A fortunate, inspiring life

Wendy Jenkins was a scion of WA’s literary family. Photo courtesy Fremantle Press.

THE respected Fremantle author and editor who ‘discovered’ Australian classic This Fortunate Life and mentored a generation of WA literati died last week aged 70.

Wendy Jenkins had been an editor at Fremantle Press for 40 years before retiring in 2020, and the authors she nurtured included double Miles Franklin Award winner Kim Scott and multiple nominee Joan London, “living treasure” Dave Warner, poet John Kinsella and a host of other award-winning writers.

Fremantle Press released a statement saying Ms Jenkins’ sudden death had left staff with “heavy hearts”.

“We were proud to call Wendy our friend and collegaue, and admired immensely her unsurpassable grasp of language, her quick wit, keen eye, finely tuned ear and her wicked sense of humour,” the statement said.

“Wendy, a fourth-generation resident of Fremantle, began working the Press first as a writer, publishing her debut poetry collection Out of Water into Light in 1979.

“Wendy went on to publish a second poetry collection, Rogue Equations, and four books for younger readers: Killer Boots, Hot News, The Big Game and Gunna Burn.”

At the time the publisher was known as Fremantle Arts Centre Press and operated from the heritage-listed building on Ord Street, where Ms Jenkins had been given a job as an assistant in the gallery.

She picked up some work assessing manuscripts for the press, one of the first being Albert Facey’s life story, which he’d titled This Fortunate Life.

Although Facey had only planned to print 20 copies for family and friends, Ms Jenkins later told colleague Georgia Richter the hairs stood up on the back of her neck as she read his extraordinary tale of abandonment and redemption.

New to the job, she later recalled that she didn’t initially cotton on to the work it would take to get the memoir into bookshops, but press boss Ray Coffey and other staff soon picked up her enthusiasm: “we had hooked onto a whale and it would be quite a ride,” she wrote.

The book became one of the Press’s most successful, selling more than a million copies and finding its way onto school booklists.

“In the 80s and 90s, Wendy played a significant role in variously identifying, nurturing and editing some of the most important Western Australian writers. Some of these were part of the writing community that she moved in and helped to foster,” Ms Richter wrote on Ms Jenkins’ retirement.

“In recent years, Wendy has devoted more time to assessing the hundreds of manuscripts that come through the door every year (we estimate she must have assessed more than 10,000 manuscripts across 40 years!).

“She is a superb reader who can see the promise in a writer.”
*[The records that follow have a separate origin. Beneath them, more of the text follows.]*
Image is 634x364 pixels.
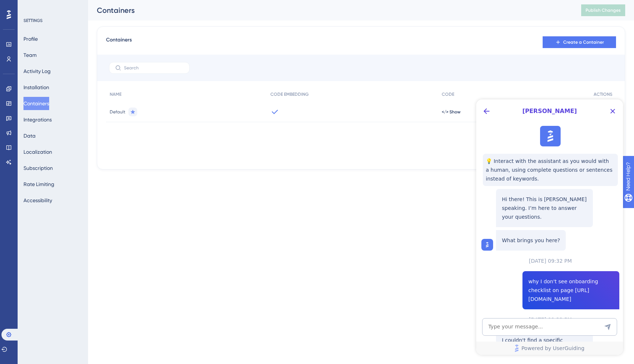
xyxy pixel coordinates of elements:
span: Publish Changes [586,7,621,13]
span: ACTIONS [594,91,612,98]
span: CODE [442,91,454,98]
iframe: UserGuiding AI Assistant [476,100,623,355]
input: Search [124,65,183,71]
div: Containers [97,5,563,16]
span: Need Help? [17,2,46,10]
span: Create a Container [563,39,604,45]
button: Publish Changes [581,4,625,16]
span: CODE EMBEDDING [270,91,309,98]
span: NAME [110,91,121,98]
button: Create a Container [543,37,616,48]
span: Containers [106,36,132,49]
button: </> Show [442,109,460,115]
span: Default [110,109,126,115]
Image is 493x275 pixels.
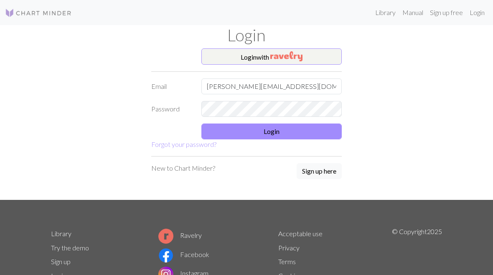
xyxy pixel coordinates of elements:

Ms Richter said Ms Jenkins had felt a huge sense of responsility as a custodian of stories and always worked for the good of cultural literacy and the development of WA writers.”

In 2018 Ms Jenkins was awarded an AM in the Australia Day honours for her services to literature.

At the time she said: “Editing has been at the centre of my working life, and I have been privileged to be present at the emergence and unfolding of some of this state’s, and this nation’s, most defining voices, stories and talents. It has been work of quiet passion, from which I have gained more than I have given.”

Ms Jenkins is survived by her sister Lois and brother John.